In 1916, Schur \cite{Sc} proved that for every finite coloring of
the positive integers there is a monochromatic solution to
$x+y=z$. In 1927, van der Waerden \cite{Wa} proved that every
finite coloring of the positive integers contains arbitrarily long
monochromatic arithmetic progressions. Rado's 1933 thesis
\cite{Ra} was a seminal work in Ramsey theory, generalizing the
earlier theorems of Schur and van der Waerden.
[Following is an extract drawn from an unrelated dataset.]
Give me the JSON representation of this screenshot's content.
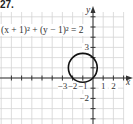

Rado called a
linear homogenous equation $a_1x_1+ \ldots + a_nx_n = 0$ ($a_i$'s
are nonzero integers) $r$-{\it regular} if every $r$-coloring of
$\mathbb{N}$ contains a monochromatic solution to that equation.
An equation is {\it regular} if it is $r$-regular for all positive
integers $r$. Rado's theorem for a linear homogeneous equation
states that an equation is regular if and only if a non-empty
subset of $a_i$'s sums to $0$. Rado also made a conjecture
\cite{Ra} that further differentiates between those linear
homogeneous equations that are regular and those that are not.

%\vspace*{0.2in}

\begin{conjecture} (Rado's Boundedness Conjecture, 1933)
For every positive integer $n$, there exists an integer $k := k(n)$
such that every linear homogeneous equation $a_1x_1+\ldots+a_nx_n=0$
that is $k$-regular must be regular as well.
\end{conjecture}

%\vspace*{0.2in}

This outstanding conjecture has remained open except in the trivial cases
($n=1,2$) until recently, when the first author and Kleitman settled the
first nontrivial case $n=3$ \cite{FoKl}, \cite{HiLeSt}. They proved that
$k(3)\le 24$.

Van der Waerden's theorem has been strengthened and generalized in numerous
other ways \cite{BeLi}, \cite{BrGrLa}, \cite{Fu}, \cite{Go}, \cite{GrRoSp},
\cite{LaRo1}, \cite{Sz}.
In this note, we consider one of the generalizations, proposed by Landman
and Robertson in \cite{LaRo}.

Let $a$ and $b$ be positive integers such that $a\le b$.
A triple $(x,y,z)$ of positive integers is called an
$(a,b)$-triple if there exists a positive integer $d$ such that
$y=ax+d$ and $z=bx+2d$. The {\it degree of regularity} of an $(a,b)$-triple,
denoted by $\mbox{dor}(a,b)$, is the largest positive
integer $r$, if it exists, such that for every $r$-coloring of the
positive integers there is a monochromatic $(a,b)$-triple. If no such $r$
exists, that is, for every finite coloring of the positive integers there is
a monochromatic $(a,b)$-triple, then set $\mbox{dor}(a,b)=\infty$.
Note that van der Waerden's theorem for $3$-term arithmetic progressions is
equivalent to $\mbox{dor}(1,1)=\infty$.

Landman and Robertson proved that $\mbox{dor}(a, b) = 1$ if and only if
$b = 2a$. They also showed that $\mbox{dor}(a,2a-1)=2$ for $a \geq 2$.
For small values of $a$ and $b$, they provide few additional results:
$$\mbox{dor}(1, 3) \le 3, \mbox{ dor}(2, 2)\le 5, \mbox{ dor}(2, 5)\le 3,
\mbox{ dor}(2, 6)\le 3,$$
$$\mbox{dor}(3, 3)\le 5, \mbox{ dor}(3, 4)\le 5, \mbox{ dor}(3, 8)\le 3,
\mbox{ dor}(3, 9)\le 3.$$ Finally, they conjectured that if
$(a,b) \not =(1,1)$, then $dor(a,b)$ is finite \cite{LaRo},
\cite{LaRo1}.
%some of which improve the previously mentioned bound:
%They also showed that if $b \ge (2\sqrt{2} -1)a + 2 - 2\sqrt{2}$,
%then $\mbox{dor}(a, b) \le \lceil 2\log_2{\lceil b/a \rceil} \rceil$.
%For example, this bound yields $dor(a,2a-1)=2$ for $a \geq 2$.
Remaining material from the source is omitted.